Nigeria’s Bureau of Public Enterprises (BPE), the agency tasked with overseeing the privatisation of fixed line incumbent Nigeria Telecommunications (NITEL), is finalising the process for a negotiated sale of the telco, after the latest attempt to privatise the ailing company was cancelled earlier this year.
Nigerian newspaper
The Punch cites a spokesman for the BPE, Mr. Chukwuma Nwoko, as saying that the bureau is working out the details for the sale of NITEL and its mobile arm M-Tel.
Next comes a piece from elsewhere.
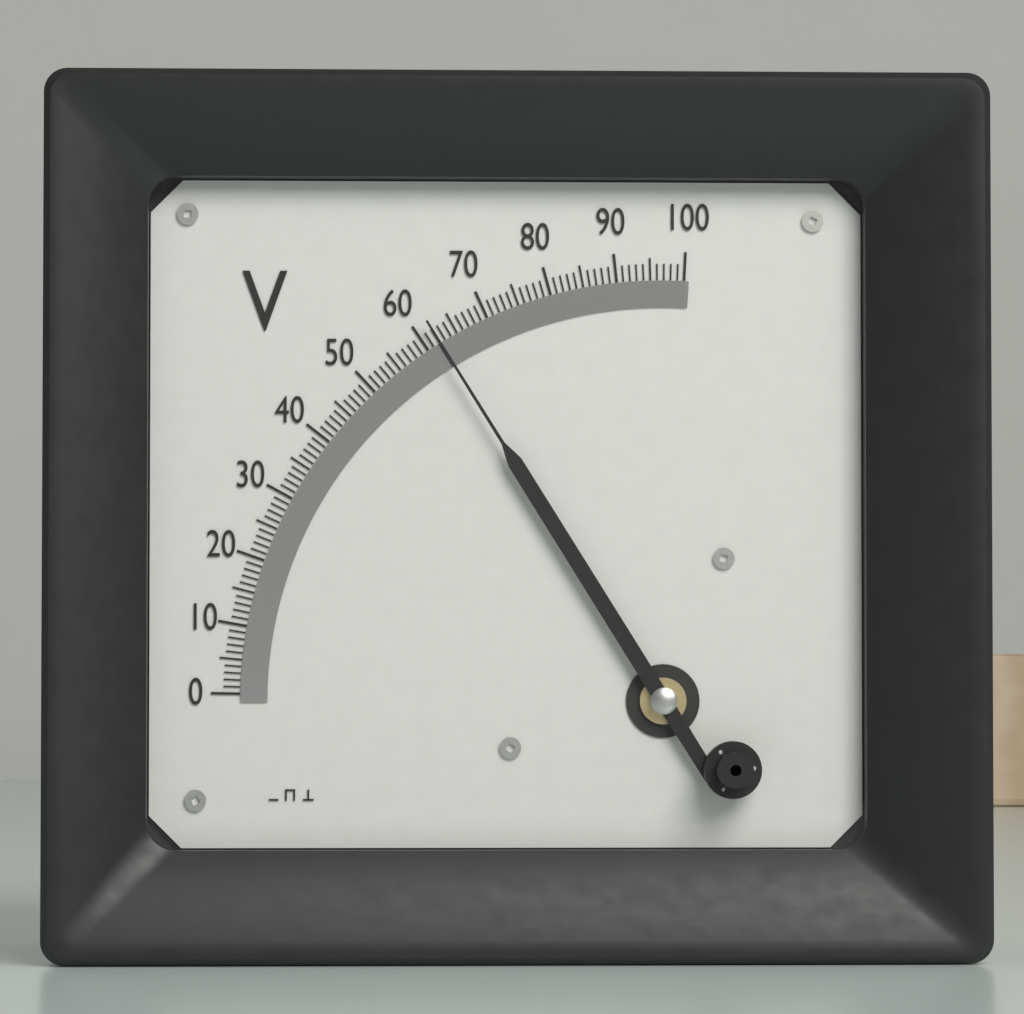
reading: 62 V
He also confirmed that a number of potential core investors had shown interest in the exercise but declined to disclose the identity of the firms.
In the last month, initial bidder Brymedia Consortium, local firm Syntel and Microfone Telecom Nigeria, an initiative of the Nigerian Capital Development Fund, have all reportedly expressed an interest in acquiring NITEL and M-Tel.
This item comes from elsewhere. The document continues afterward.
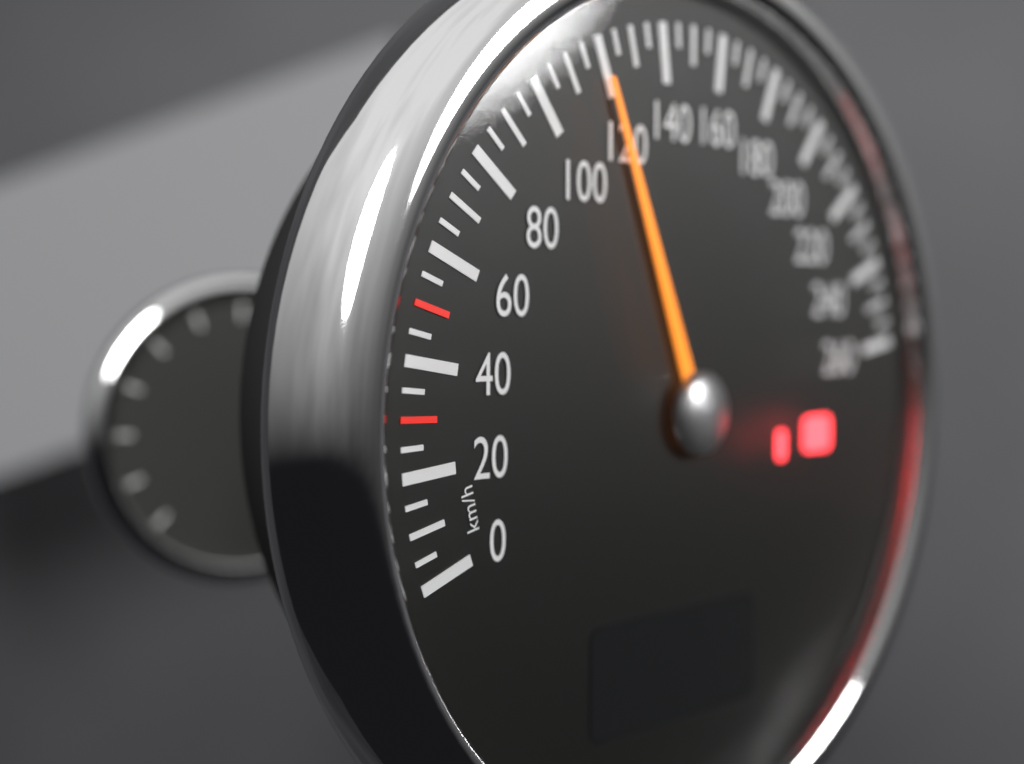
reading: 120 km/h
Meanwhile, Mike Adenuga, executive chairman of Nigeria’s second national telecoms operator Globacom, allegedly approached the government to purchase a stake in NITEL via a vehicle established especially for the deal.
Earlier this month that the BPE was given government approval to embark on a negotiated sale of NITEL, after the latest attempt to privatise the firm was cancelled in June 2011 when the reserve bidder, British Virgin Islands-based Omen International, failed to meet the deadline to pay a bid security. Omen was invited to re-register its interest in buying NITEL in March 2011, as preferred buyer New Generation Telecommunications repeatedly missed the payment deadlines for its bid of USD2.5 billion.
Omen offered USD956.9 million during the latest attempt to privatise the company, held in February 2010. The government began seeking a buyer for a minimum 75% of NITEL and 100% of M-Tel in July 2009 after previous majority shareholder Transcorp divested its stake earlier in the year.